Forum Moderators: martinibuster
I have observed this for a few weeks now.
Very mysterious...
Notice through the day your ads are great and later at night they are poor MFA looking ads.
You get paid more for more clicks as soon as your adsense account starts a new day and less at night.
I used to give ad units only 1/2 my daily page impressions.
I now give them only 1/4 and the other 1/4 goes to referrers.
This way only good known to be working pages have ad units, earnings are the same or better and no more - or very little - daily drain.
Somedays I see the ecpm and ctr creeping slowly up against gravity and historic trends by the end of the day.
I think per day stability is achievable if you set your approach on giving Google only quality pages for ads not just throwing in the lot and hoping the algo would sort it out. This involves testing channels for a long time till you know what works and how good it does.
CTR normally goes down with increase in Traffic..
I am curious as to where you got that information from? Logically, it wouldn't matter whether one or a hundred people visited a page, they would do the same.
In practice I understand that advertisers may pay less if there's more traffic (supply and demand). But if it's a big-enough niche, I don't think it'd matter.
Also keep in mind that since impressions, clicks and money aren't always updated at the same time
Very interesting jimbeetle, I didn't know that - was this mentioned somewhere in Adsense Help or Adsense Blog?
It may be true that the quality of the ads is the decisive factor for a high CTR, but if the budget of the high quality-advertisers runs out in the evening - what can I do against it?
Unfortunately logic takes a backseat with adsense..
The type and quality of ads keep changing on your site.. The quality of visitors keep varying.. etc etc..
All things remaining constant , your logic may hold..
But with adsense , nothing is really constant, it is a dynamic flux..

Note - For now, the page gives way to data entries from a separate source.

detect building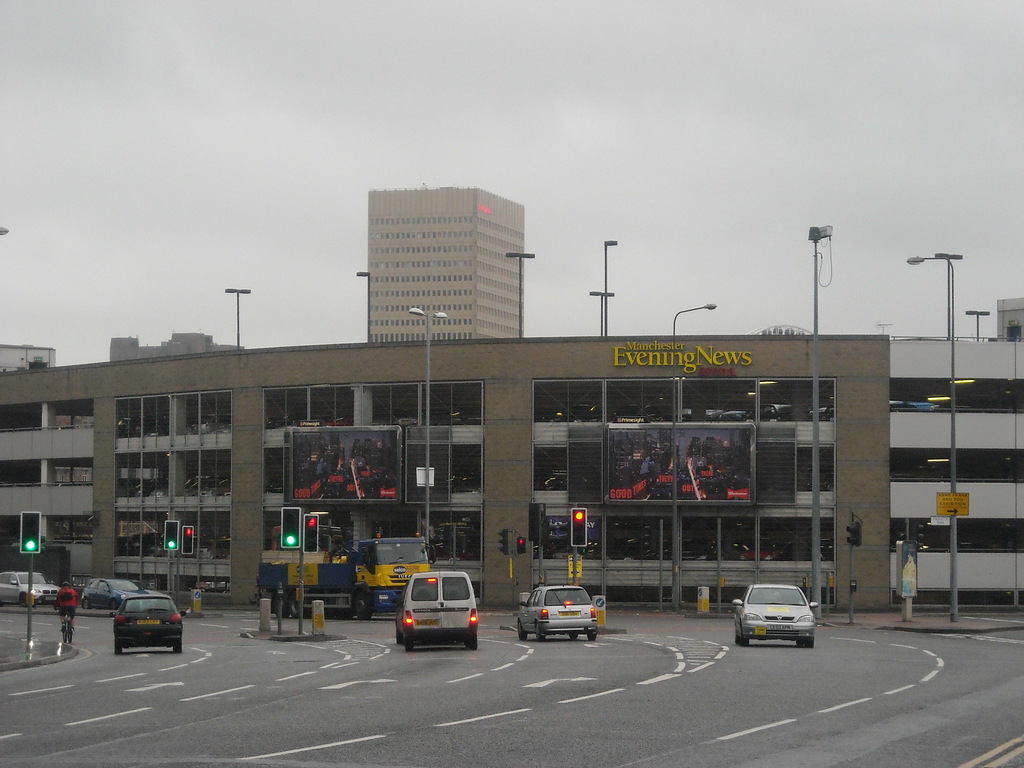
select_region(107, 329, 242, 365)
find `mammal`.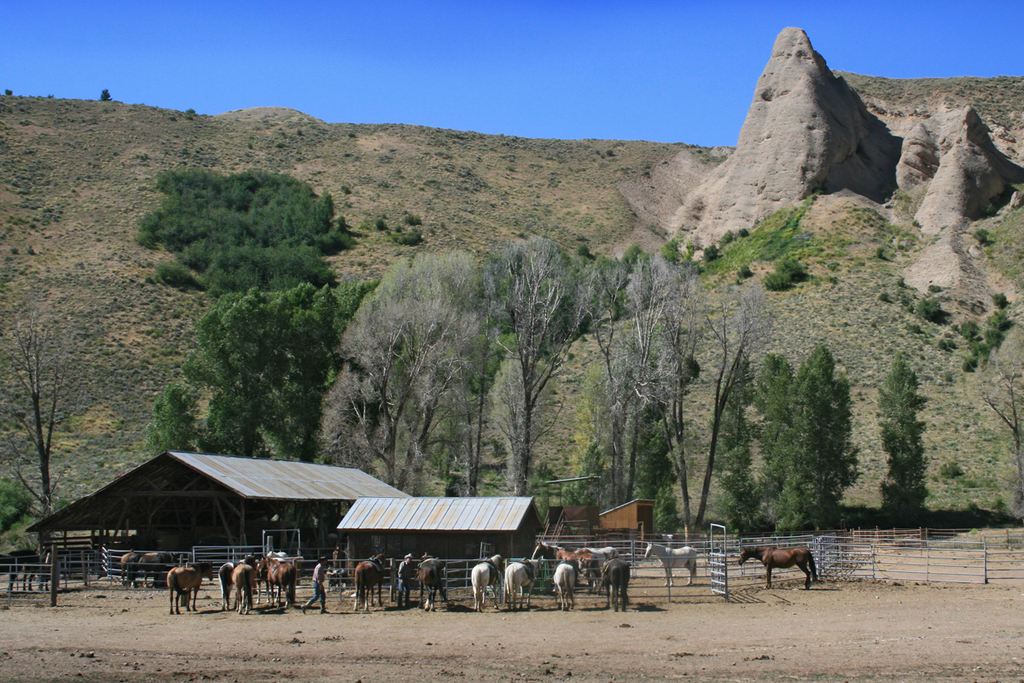
left=643, top=541, right=698, bottom=588.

It is a practical observation, that as no. of visitors ( especially organic) grow, CTR will tend to go down.
With small no. of visitors , I experience CTR above 40% ..but as no. of visitors goes up during the day...CTR starts to fall....
Unfortunately logic takes a backseat with adsense..The type and quality of ads keep changing on your site.. The quality of visitors keep varying.. etc etc..

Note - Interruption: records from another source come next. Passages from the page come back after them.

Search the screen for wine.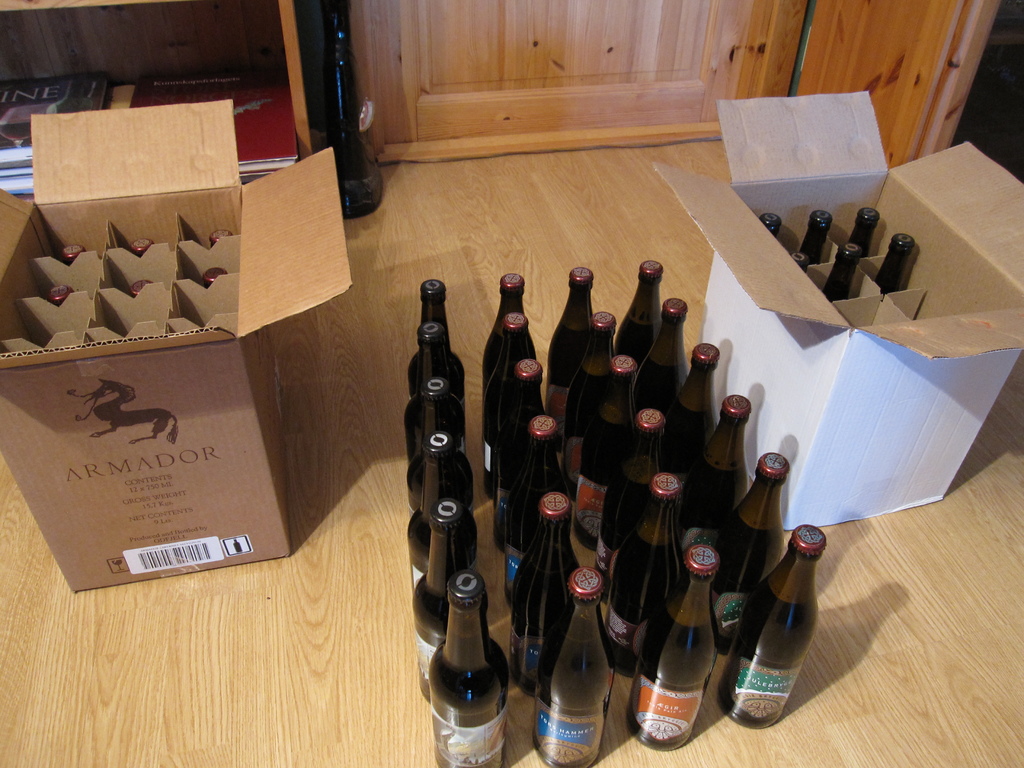
Found at <box>416,498,488,703</box>.
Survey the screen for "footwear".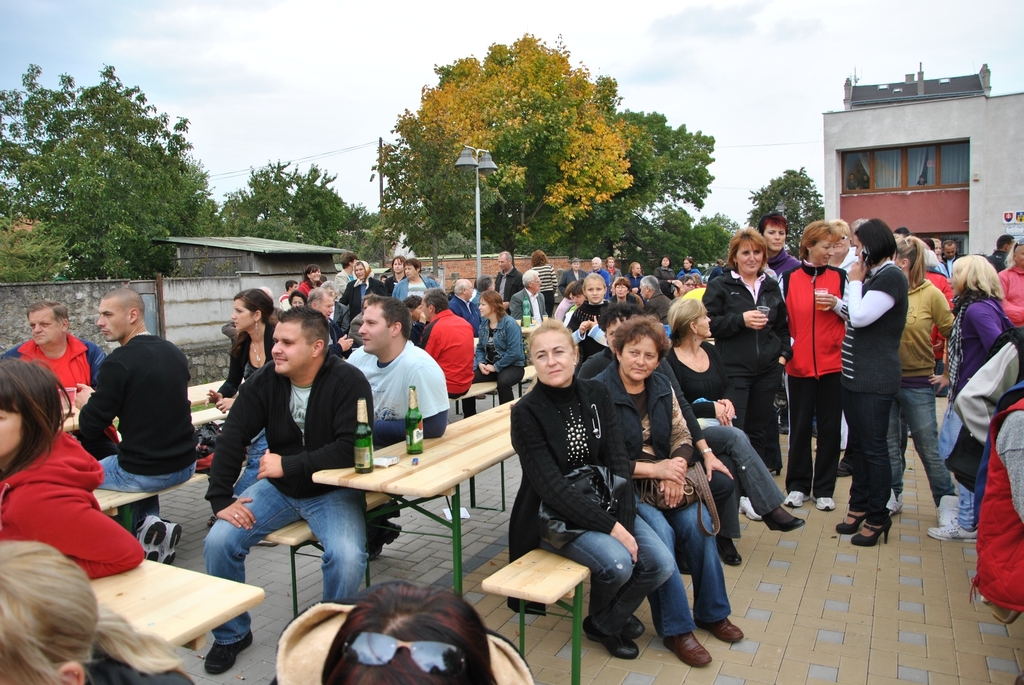
Survey found: (left=621, top=615, right=648, bottom=633).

All things remaining constant , your logic may hold..
But with adsense , nothing is really constant, it is a dynamic flux..
It is a practical observation, that as no. of visitors ( especially organic) grow, CTR will tend to go down.
With small no. of visitors , I experience CTR above 40% ..but as no. of visitors goes up during the day...CTR starts to fall....
The quality of visitors keeps varying... interesting, knowing that we are talking about visitors in general which should include the fact that no visitor is the same twice, eh? Next a practical observation? I can almost guarantee that if you place non-changing ADS in a page, and every factor including load speed, etc. is the same, you'd get a constant CTR from the visitors (over a long period of time). I know that factors cannot be the same, but we are talking hypothetically here.
I understand everything is dynamic with Adsense. But your CTR/Number of visitor "practical observation" is very flawed... I myself have found through my own practical observations that there is no certain correlation between the CTR/Number of Visitors. I just checked my stats. My traffic has grown a lot through the months and the CTR has maintained pretty constant (it even rose a bit in the last few weeks despite what your practical observation would "expect").
As you said, there's many factors. It may be your specific niche... I don't know.
Okay, back to topic, I see a lower CTR in the night as well. I have less visitors during the night because my main site is education-related. I earn 80% of my income during the day. Why? I am with greedy player on this one. I believe it has something to do with the advertisers. Maybe also the fact that people at night are not as likely to view other ADS (click) as they are during the day for specific niches (education for me).